Hi. I've recently inherited a home out of state and am trying to make sense of what to do. The house is free and clear and in good shape and worth approximately $150k. My options are:
1) Keep the house and not rent. My monthly expenses are approximately $500 which includes property taxes, insurance, pool and yard maintenance, and utilities. We would use it as a vacation home. No hassles with renting.
2) Rent out the house. I've got a lead on a reliable tenant and area rates are $1000-$1300/month. I would continue to pay for pool and yard maintenance.
3) Sell the house and invest in a taxable account. I've got a buyer willing to take it off my hands for $150k.
There is sentimental value in the property but I need someone who could guide me to what would be the financial 15 years down the road when I'm ready to retire. I'm leaning renting out until the housing market hopefully rebounds and then sell. I just don't know how to properly evaluate this situation and value your opinion. Thank you.
My Reply
Sentimental value aside, based on what you wrote I would sell the property. I have to doubt the $500/month figure for all-inclusive costs. A conservative long-term estimate for maintenance costs alone is 2% of home's value. If you are lucky maybe it'll end up being just 1.5%. I don't think it's a good idea to expect less than that. Most years you will undershoot that number but every few years you will have a big ticket item that will bring the long-term average in line with that 1.5-2.0%. Pool's presence only increases the potential number of those big ticket items. You may also find my How To Value Real Estate article useful when thinking about this...
On a $150K home, 1.5-2.0% works out to about $200/month for maintenance alone. That leaves just $300/month for combination of property taxes, insurance, and utilities (basing on your $500 monthly expenses number) and that sounds very low to me. I'd guesstimate more like $700-800 for ongoing monthly expenses with all future maintenance and repairs figured in. That leaves $200-$600/month profit after rent, depending on where in $1000-1300 range rent actually comes in. Let's pick the mid-point, $400/month, which gives you about $5,000 in annual profit.
But that $5,000 profit number assumes 100% occupancy and no management company. You would have to handle every issue yourself, from advertising, to collecting rent, to dealing with handymen/plumbers/painters/etc, to evicting non-paying renter, etc. And 100% occupancy is never realistic.
And even in this optimistic scenario, your return on the property would be just $5,000 / $150,000 = 3.3% (this is real return, since it can be expected to grow with inflation as property appreciates and rents increase).
By comparison, a boring 50/50 stocks/bonds portfolio got you about 5% real return historically. Biggest drop in a 50/50 portfolio has been about 30% -- on par with recent housing market losses nationwide. So I think it's a fair comparison. It's true that expecting the same 5% from the 50/50 portfolio going forward would be quite optimistic due to the very low yields on bonds. But even if the 50/50 only gets you 2.5% real return that would still be a better deal than the house, in my opinion, because (a) it would require zero effort from you and (b) the 3.3% yield from rental is fairly optimistic, requiring 100% occupancy under our assumptions (one month a year without rent would bring the rental return down to the same 2.5% -- but you'd still have to work as a landlord).
The house does have potential for appreciation which could make your return higher than 3.3%. But so does the market. There are so many variables that can influence the appreciation of either homes or stocks that it's hopeless to try to guess which will appreciate more (or depreciate less). I wouldn't consider this factor.
I admit I am biased against landlording in general. I view it as a job or a business and one that has plenty of headaches, no guarantees, no job satisfaction, and limited upside potential even if things go well (unless you are heavily leveraged with a mortgage, but that's not the case here with you). But even going past my bias, I just don't see the numbers being attractive here. If the property could rent for, say, $1800 a month, then we'd talking 8% or higher real yield under our assumptions and I would be singing a different tune. As is, unless you hit the jackpot with property appreciation, the property is going to provide very pedestrian returns and guaranteed headaches that come with being a landlord.
I would sell the property and invest in something like the 50/50, using I-Bonds (if you haven't maxed them out already) and municipal bonds, since it's a taxable account. CDs might be an option too -- PenFed has OK rates with cheap option to break early.
Thanks LTR.. Everything you say makes sense (as usual!). Exactly the breakdown I needed to put my decision at rest. Going to take your advice and sell and do the 50/50.
ReplyDeleteYou're welcome, sounds like a good decision!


WORK TASK
Copy the data below exactly, omitting any picture it contains.

(Figure content listings)
* * * * *

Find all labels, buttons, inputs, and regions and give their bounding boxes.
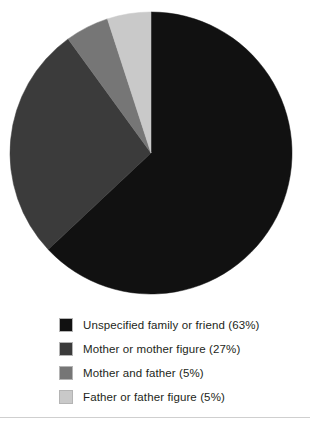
legend-swatch-3 [59,366,73,380]
legend-swatch-4 [59,390,73,404]
legend-label-4: Father or father figure (5%) [83,390,225,404]
pie-chart-svg: Unspecified family or friend (63%)Mother… [0,0,310,306]
legend-label-1: Unspecified family or friend (63%) [83,318,259,332]
legend-item-1[interactable]: Unspecified family or friend (63%) [59,316,259,334]
chart-legend: Unspecified family or friend (63%)Mother… [0,312,310,416]
pie-chart-plot-area: Unspecified family or friend (63%)Mother… [0,0,310,306]
pie-chart-figure: Unspecified family or friend (63%)Mother… [0,0,310,429]
legend-swatch-1 [59,318,73,332]
legend-label-2: Mother or mother figure (27%) [83,342,240,356]
legend-item-2[interactable]: Mother or mother figure (27%) [59,340,240,358]
legend-item-4[interactable]: Father or father figure (5%) [59,388,225,406]
legend-item-3[interactable]: Mother and father (5%) [59,364,204,382]
footer-divider [0,417,310,418]
legend-swatch-2 [59,342,73,356]
legend-label-3: Mother and father (5%) [83,366,204,380]
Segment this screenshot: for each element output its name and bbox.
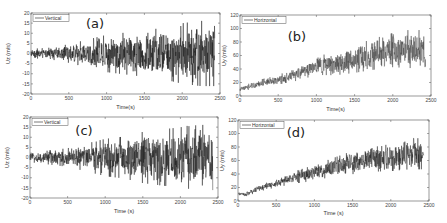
x-tick-label: 500 <box>65 95 74 101</box>
y-tick-label: 0 <box>26 154 29 160</box>
x-tick-label: 2000 <box>387 97 398 103</box>
legend-label: Vertical <box>44 119 60 125</box>
y-tick-label: 15 <box>23 124 29 130</box>
x-axis-label: Time(s) <box>116 104 135 110</box>
x-tick-label: 1000 <box>311 97 322 103</box>
x-tick-label: 500 <box>274 97 283 103</box>
legend-label: Vertical <box>45 15 61 21</box>
y-tick-label: 40 <box>231 171 237 177</box>
x-tick-label: 0 <box>29 199 32 205</box>
x-tick-label: 2500 <box>212 199 223 205</box>
x-tick-label: 500 <box>272 202 281 208</box>
y-tick-label: -20 <box>21 195 28 201</box>
x-tick-label: 1500 <box>139 95 150 101</box>
data-line-vertical <box>31 21 215 86</box>
legend-label: Horizontal <box>254 17 277 23</box>
panel-label: (d) <box>287 125 305 140</box>
y-tick-label: 5 <box>26 144 29 150</box>
x-tick-label: 1500 <box>349 97 360 103</box>
y-tick-label: 60 <box>231 157 237 163</box>
y-tick-label: 20 <box>23 114 29 120</box>
y-axis-label: Uy (m/s) <box>221 45 227 66</box>
y-tick-label: 15 <box>24 20 30 26</box>
legend-box: Horizontal <box>242 17 286 24</box>
data-line-horizontal <box>240 30 426 91</box>
subplot-a-vertical: 05001000150020002500-20-15-10-505101520T… <box>5 10 226 110</box>
y-tick-label: 10 <box>24 30 30 36</box>
y-tick-label: 20 <box>24 10 30 16</box>
x-axis-label: Time (s) <box>114 208 134 214</box>
figure-canvas: 05001000150020002500-20-15-10-505101520T… <box>0 0 447 223</box>
subplot-b-horizontal: 05001000150020002500020406080100120Time(… <box>221 12 437 112</box>
x-tick-label: 2000 <box>175 199 186 205</box>
x-axis-label: Time (s) <box>324 210 344 216</box>
x-tick-label: 0 <box>239 97 242 103</box>
y-tick-label: 0 <box>236 93 239 99</box>
x-tick-label: 2500 <box>423 202 434 208</box>
y-tick-label: 80 <box>233 39 239 45</box>
legend-box: Horizontal <box>240 122 284 129</box>
y-tick-label: 60 <box>233 52 239 58</box>
y-tick-label: 0 <box>27 50 30 56</box>
x-tick-label: 0 <box>30 95 33 101</box>
y-tick-label: 80 <box>231 144 237 150</box>
data-line-vertical <box>30 125 213 190</box>
x-tick-label: 1500 <box>137 199 148 205</box>
y-tick-label: 0 <box>234 198 237 204</box>
x-tick-label: 2000 <box>177 95 188 101</box>
x-tick-label: 1000 <box>100 199 111 205</box>
y-tick-label: -10 <box>22 70 29 76</box>
y-tick-label: -5 <box>25 60 30 66</box>
panel-label: (c) <box>75 123 92 138</box>
y-tick-label: -15 <box>22 81 29 87</box>
data-line-horizontal <box>238 138 424 196</box>
y-tick-label: 40 <box>233 66 239 72</box>
y-tick-label: -20 <box>22 91 29 97</box>
y-tick-label: -15 <box>21 185 28 191</box>
y-tick-label: 120 <box>228 117 237 123</box>
legend-box: Vertical <box>33 15 69 22</box>
x-tick-label: 1000 <box>309 202 320 208</box>
y-tick-label: 20 <box>233 79 239 85</box>
x-tick-label: 2500 <box>425 97 436 103</box>
x-tick-label: 2500 <box>214 95 225 101</box>
y-tick-label: -10 <box>21 174 28 180</box>
panel-label: (b) <box>288 29 306 44</box>
y-tick-label: 100 <box>230 25 239 31</box>
axes-frame <box>240 15 431 96</box>
y-tick-label: 120 <box>230 12 239 18</box>
subplot-c-vertical: 05001000150020002500-20-15-10-505101520T… <box>4 114 224 214</box>
panel-label: (a) <box>86 16 104 31</box>
y-tick-label: 20 <box>231 184 237 190</box>
y-axis-label: Uz (m/s) <box>5 43 11 64</box>
subplot-d-horizontal: 05001000150020002500020406080100120Time … <box>219 117 435 216</box>
y-tick-label: 5 <box>27 40 30 46</box>
legend-box: Vertical <box>32 119 68 126</box>
y-axis-label: Uz (m/s) <box>4 147 10 168</box>
x-tick-label: 0 <box>237 202 240 208</box>
legend-label: Horizontal <box>252 122 275 128</box>
x-tick-label: 2000 <box>385 202 396 208</box>
x-tick-label: 1500 <box>347 202 358 208</box>
x-tick-label: 500 <box>63 199 72 205</box>
y-axis-label: Uy (m/s) <box>219 150 225 171</box>
x-tick-label: 1000 <box>101 95 112 101</box>
x-axis-label: Time(s) <box>326 106 345 112</box>
y-tick-label: -5 <box>24 164 29 170</box>
y-tick-label: 10 <box>23 134 29 140</box>
y-tick-label: 100 <box>228 130 237 136</box>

* * * * *

EXERCISE RESPONSE
Find all labels, buttons, inputs, and regions and give their bounding boxes.
legend-swatch-3 [59,366,73,380]
legend-swatch-4 [59,390,73,404]
legend-label-4: Father or father figure (5%) [83,390,225,404]
pie-chart-svg: Unspecified family or friend (63%)Mother… [0,0,310,306]
legend-label-1: Unspecified family or friend (63%) [83,318,259,332]
legend-item-1[interactable]: Unspecified family or friend (63%) [59,316,259,334]
chart-legend: Unspecified family or friend (63%)Mother… [0,312,310,416]
pie-chart-plot-area: Unspecified family or friend (63%)Mother… [0,0,310,306]
pie-chart-figure: Unspecified family or friend (63%)Mother… [0,0,310,429]
legend-swatch-1 [59,318,73,332]
legend-label-2: Mother or mother figure (27%) [83,342,240,356]
legend-item-2[interactable]: Mother or mother figure (27%) [59,340,240,358]
legend-item-4[interactable]: Father or father figure (5%) [59,388,225,406]
legend-item-3[interactable]: Mother and father (5%) [59,364,204,382]
footer-divider [0,417,310,418]
legend-swatch-2 [59,342,73,356]
legend-label-3: Mother and father (5%) [83,366,204,380]
Segment this screenshot: for each element output its name and bbox.
x-tick-label: 500 <box>65 95 74 101</box>
y-tick-label: 0 <box>26 154 29 160</box>
x-tick-label: 2000 <box>387 97 398 103</box>
legend-label: Vertical <box>44 119 60 125</box>
y-tick-label: 15 <box>23 124 29 130</box>
x-axis-label: Time(s) <box>116 104 135 110</box>
x-tick-label: 1000 <box>311 97 322 103</box>
x-tick-label: 500 <box>274 97 283 103</box>
legend-label: Vertical <box>45 15 61 21</box>
y-tick-label: 40 <box>231 171 237 177</box>
x-tick-label: 0 <box>29 199 32 205</box>
x-tick-label: 2500 <box>212 199 223 205</box>
x-tick-label: 500 <box>272 202 281 208</box>
y-tick-label: -20 <box>21 195 28 201</box>
x-tick-label: 1500 <box>139 95 150 101</box>
data-line-vertical <box>31 21 215 86</box>
legend-label: Horizontal <box>254 17 277 23</box>
panel-label: (d) <box>287 125 305 140</box>
y-tick-label: 5 <box>26 144 29 150</box>
x-tick-label: 1500 <box>349 97 360 103</box>
y-tick-label: 60 <box>231 157 237 163</box>
y-tick-label: 20 <box>23 114 29 120</box>
y-axis-label: Uy (m/s) <box>221 45 227 66</box>
y-tick-label: 15 <box>24 20 30 26</box>
legend-box: Horizontal <box>242 17 286 24</box>
data-line-horizontal <box>240 30 426 91</box>
subplot-a-vertical: 05001000150020002500-20-15-10-505101520T… <box>5 10 226 110</box>
y-tick-label: 10 <box>24 30 30 36</box>
y-tick-label: 20 <box>24 10 30 16</box>
x-axis-label: Time (s) <box>114 208 134 214</box>
figure-canvas: 05001000150020002500-20-15-10-505101520T… <box>0 0 447 223</box>
subplot-b-horizontal: 05001000150020002500020406080100120Time(… <box>221 12 437 112</box>
x-tick-label: 2000 <box>175 199 186 205</box>
x-axis-label: Time (s) <box>324 210 344 216</box>
x-tick-label: 0 <box>239 97 242 103</box>
y-tick-label: 0 <box>236 93 239 99</box>
x-tick-label: 2500 <box>423 202 434 208</box>
y-tick-label: 80 <box>233 39 239 45</box>
legend-box: Horizontal <box>240 122 284 129</box>
y-tick-label: 60 <box>233 52 239 58</box>
y-tick-label: 0 <box>27 50 30 56</box>
x-tick-label: 0 <box>30 95 33 101</box>
y-tick-label: 80 <box>231 144 237 150</box>
data-line-vertical <box>30 125 213 190</box>
x-tick-label: 1500 <box>137 199 148 205</box>
y-tick-label: 0 <box>234 198 237 204</box>
x-tick-label: 2000 <box>177 95 188 101</box>
x-tick-label: 1000 <box>100 199 111 205</box>
y-tick-label: -10 <box>22 70 29 76</box>
y-tick-label: -5 <box>25 60 30 66</box>
panel-label: (c) <box>75 123 92 138</box>
y-tick-label: -15 <box>22 81 29 87</box>
data-line-horizontal <box>238 138 424 196</box>
y-tick-label: 40 <box>233 66 239 72</box>
y-tick-label: -20 <box>22 91 29 97</box>
y-tick-label: -15 <box>21 185 28 191</box>
y-tick-label: 120 <box>228 117 237 123</box>
legend-box: Vertical <box>33 15 69 22</box>
x-tick-label: 1000 <box>309 202 320 208</box>
y-tick-label: 20 <box>233 79 239 85</box>
x-tick-label: 2500 <box>425 97 436 103</box>
x-tick-label: 2500 <box>214 95 225 101</box>
y-tick-label: -10 <box>21 174 28 180</box>
panel-label: (b) <box>288 29 306 44</box>
y-tick-label: 100 <box>230 25 239 31</box>
axes-frame <box>240 15 431 96</box>
y-tick-label: 120 <box>230 12 239 18</box>
subplot-c-vertical: 05001000150020002500-20-15-10-505101520T… <box>4 114 224 214</box>
panel-label: (a) <box>86 16 104 31</box>
y-tick-label: 20 <box>231 184 237 190</box>
y-axis-label: Uz (m/s) <box>5 43 11 64</box>
subplot-d-horizontal: 05001000150020002500020406080100120Time … <box>219 117 435 216</box>
y-tick-label: 5 <box>27 40 30 46</box>
legend-box: Vertical <box>32 119 68 126</box>
y-axis-label: Uz (m/s) <box>4 147 10 168</box>
x-tick-label: 0 <box>237 202 240 208</box>
legend-label: Horizontal <box>252 122 275 128</box>
x-tick-label: 2000 <box>385 202 396 208</box>
x-tick-label: 1500 <box>347 202 358 208</box>
x-tick-label: 500 <box>63 199 72 205</box>
y-axis-label: Uy (m/s) <box>219 150 225 171</box>
x-tick-label: 1000 <box>101 95 112 101</box>
x-axis-label: Time(s) <box>326 106 345 112</box>
y-tick-label: -5 <box>24 164 29 170</box>
y-tick-label: 10 <box>23 134 29 140</box>
y-tick-label: 100 <box>228 130 237 136</box>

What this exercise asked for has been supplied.